Shame mostly makes it look like something that fills you with self-loathing and makes you want to destroy yourself, then do again as quickly as possible. I disagreed with a lot of A.O. Scott's review, though, and the tone of it makes me suspect that he's a little jealous, not of Michael Fassbender's character, but of his sizable Ewan McGregor.
Here's the review:
http://movies.nytimes.com/2011/12/02/movies/shame-directed-by-steve-mcqueen-review.html
I have also avoided that Almodovar skin movie. It looks creepy and like it might involve grossly erotic surgical scenes, and I don't need that.

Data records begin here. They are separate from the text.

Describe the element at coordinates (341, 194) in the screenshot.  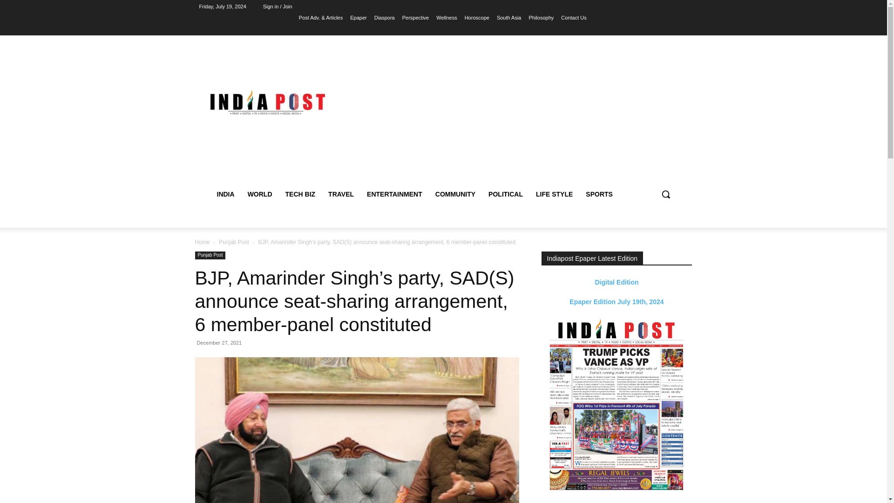
I see `TRAVEL` at that location.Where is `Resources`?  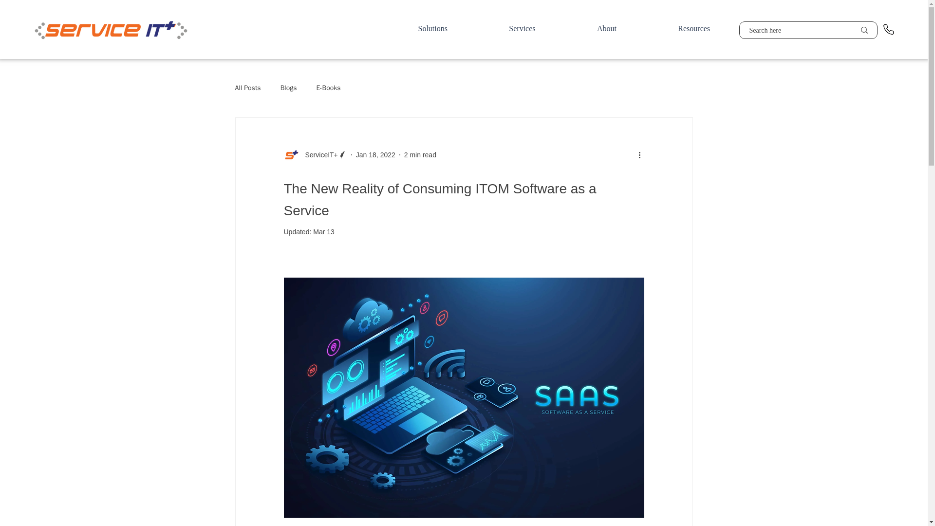 Resources is located at coordinates (694, 28).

I love Almodovar movies, but mostly when they involve Carmen Maura, or Penelope Cruz in padded butt pants.
Posted by: amy at December 6, 2011 10:43 AM
I haven't seen Shame yet, but your description of the way the movie depicts NY is exactly how I feel about it. Any of the charm and glitter that people see has really never been there when I have visited. I associate summers with the smell of rotting garbage everywhere and being physically unable to see the horizon line. I get a pervasive sense of being in a "pit," small and easily disappearable.

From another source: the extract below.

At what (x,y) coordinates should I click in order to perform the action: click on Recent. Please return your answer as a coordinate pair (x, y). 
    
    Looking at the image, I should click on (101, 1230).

Posted by: Colin at December 7, 2011 12:43 PM
But New York is a concrete jungle where dreams are made of! It's famous for movie stars and where the streets are mean, except that Vancouver is where the sets and the crime really are.
Penelope Cruz wore butt pants in Volver! Next thing you'll be telling me Marilyn Monroe dyed her hair.
Posted by: T-Rock at December 7, 2011 5:25 PM
Well, next time you find yourself in New York, Colin, you might try taking a walk in Central Park, riding the Staten Island ferry, or humping a total stranger next to the West Side Highway. Just like the locals do!
You're right about the summertime garbage smelliness. By August, the odor is usually mixed with fetid urine. Definitely the grossest time to be here.
Posted by: amy at December 7, 2011 11:52 PM
The one really fond memory I have of NY is visiting Washington Park (I think) for the farmers market and buying some grapes that I have never had before. Seriously, the grapes were the best I have ever had.
And conversely, the way I summarize the smell of NY in the summer: "Rotten bananas and sex."
Posted by: Colin at December 8, 2011 10:59 AM
The Tmes review, in the section on whether you should bring children or not, points out that its NC-17, and that children will have to go elsewhere to learn that sex can sometimes be fun.
Also, did you see that Almodovar movie about skin? Because I really don't want to and I'm looking to you to confirm that prejudice.